User-supplied routines
The routines required by user_marshall have the following prototypes.
<type_name> means a user specific type name. This may be non-RPC-able type or even, when used with user_marshal, a type unknown to MIDL at all. The wire type name (the name of transmissible type) is not used here.
unsigned long __RPC_USER <type_name>_UserSize(
unsigned long __RPC_FAR * pFlags,
unsigned long StartingSize,
<type_name> __RPC_FAR * pFoo);
unsigned char __RPC_FAR * __RPC_USER <type_name>_UserMarshal(
unsigned long __RPC_FAR * pFlags,
unsigned char __RPC_FAR * Buffer,
<type_name> __RPC_FAR * pFoo);
unsigned char __RPC_FAR * __RPC_USER <type_name>_UserUnmarshal(
unsigned long __RPC_FAR * pFlags,
unsigned char __RPC_FAR * Buffer,
<type_name> __RPC_FAR * pFoo);
void __RPC_USER <type_name>_UserFree(
unsigned long __RPC_FAR * pFlags,
<type_name> __RPC_FAR * pFoo );
The meaning of the arguments is as follows:
- pFlags—pointer to a flag ulong. Flags: local call flag, data rep flag.

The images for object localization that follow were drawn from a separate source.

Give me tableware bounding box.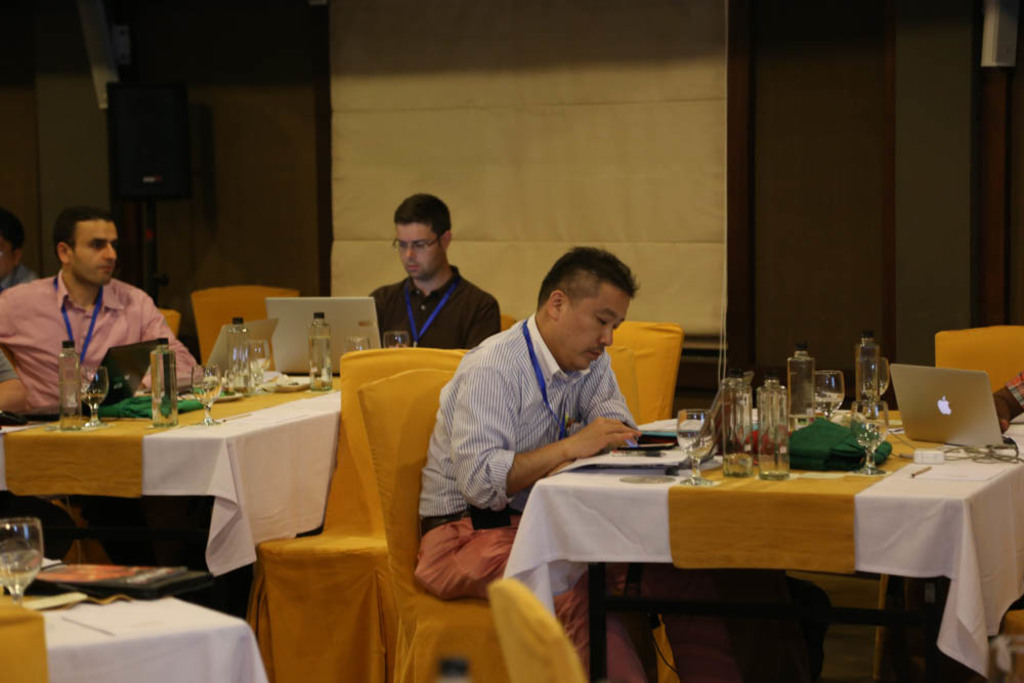
[left=247, top=336, right=275, bottom=395].
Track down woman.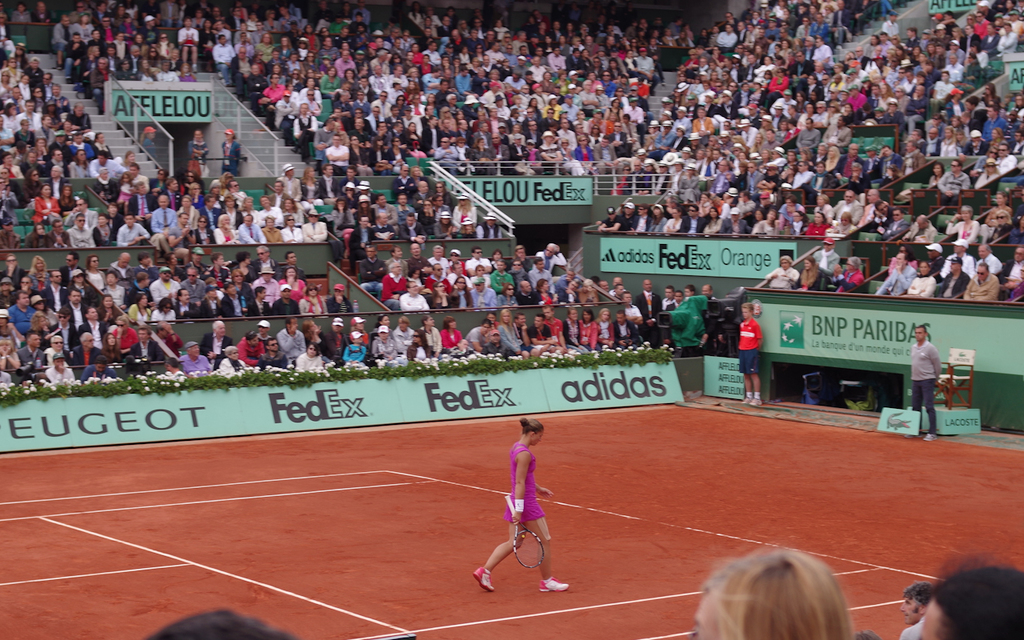
Tracked to left=184, top=170, right=204, bottom=187.
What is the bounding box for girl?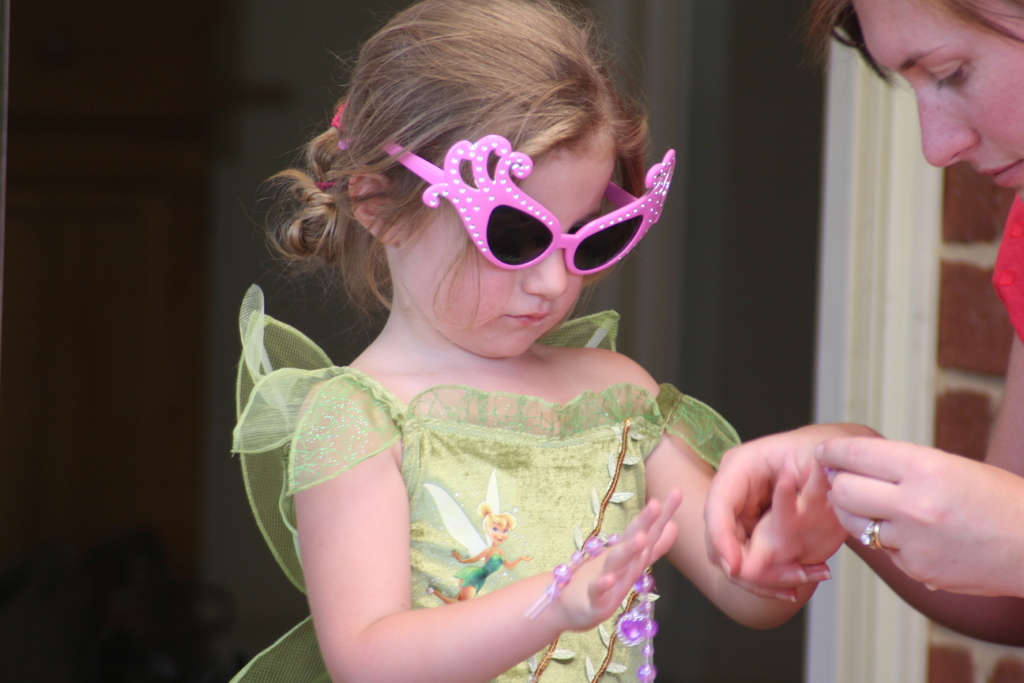
locate(222, 0, 833, 682).
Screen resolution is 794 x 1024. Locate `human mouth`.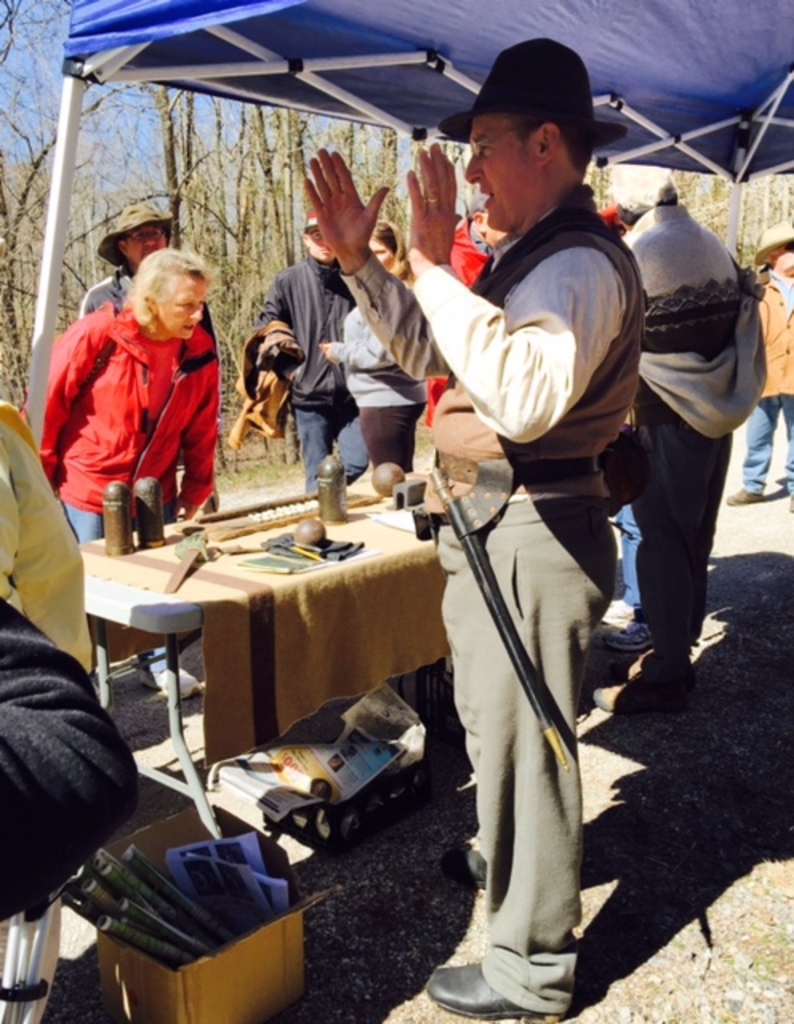
bbox=[139, 246, 158, 258].
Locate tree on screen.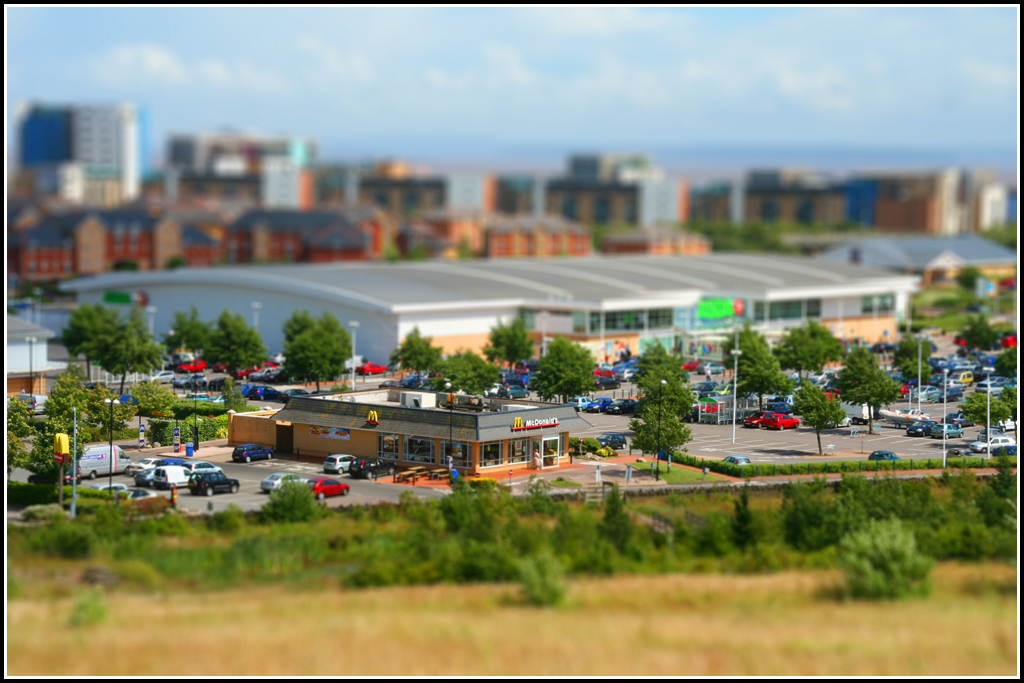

- pBuffer—the current buffer pointer.
- pFoo—pointer to a user type object.
- StartingSize—the buffer size (offset) before the object.
The return value when sizing, marshaling or unmarshaling is the new offset or buffer position. See the function description below for details.
The flags pointed to by the first argument have the following layout.
31 | 24 | | 16 | | 8 | 4 | 0 |
Floating point | | Int | Char | | MSHCTX flags | | |
| Ndr data representation | | | | Marshal context flags | | |
- Upper word: NDR representation flags as defined by DCE, such as floating point, endian-ness and character representations.
- Lower word: marshaling context flags as defined by the COM channel. The flags are defined in the public wtypes.h file (and in wtypes.idl file). Currently the following flags are defined:
typedef
enum tagMSHCTX
{ MSHCTX_LOCAL = 0,
MSHCTX_NOSHAREDMEM = 1,
MSHCTX_DIFFERENTMACHINE = 2,
MSHCTX_INPROC = 3
} MSHCTX;
The flags make it possible to differ the behavior of the routines depending on the context for the RPC call. For example when a handle is remoted in-process it could be sent as a handle (a long), while sending it remotely would mean sending the data related to the handle.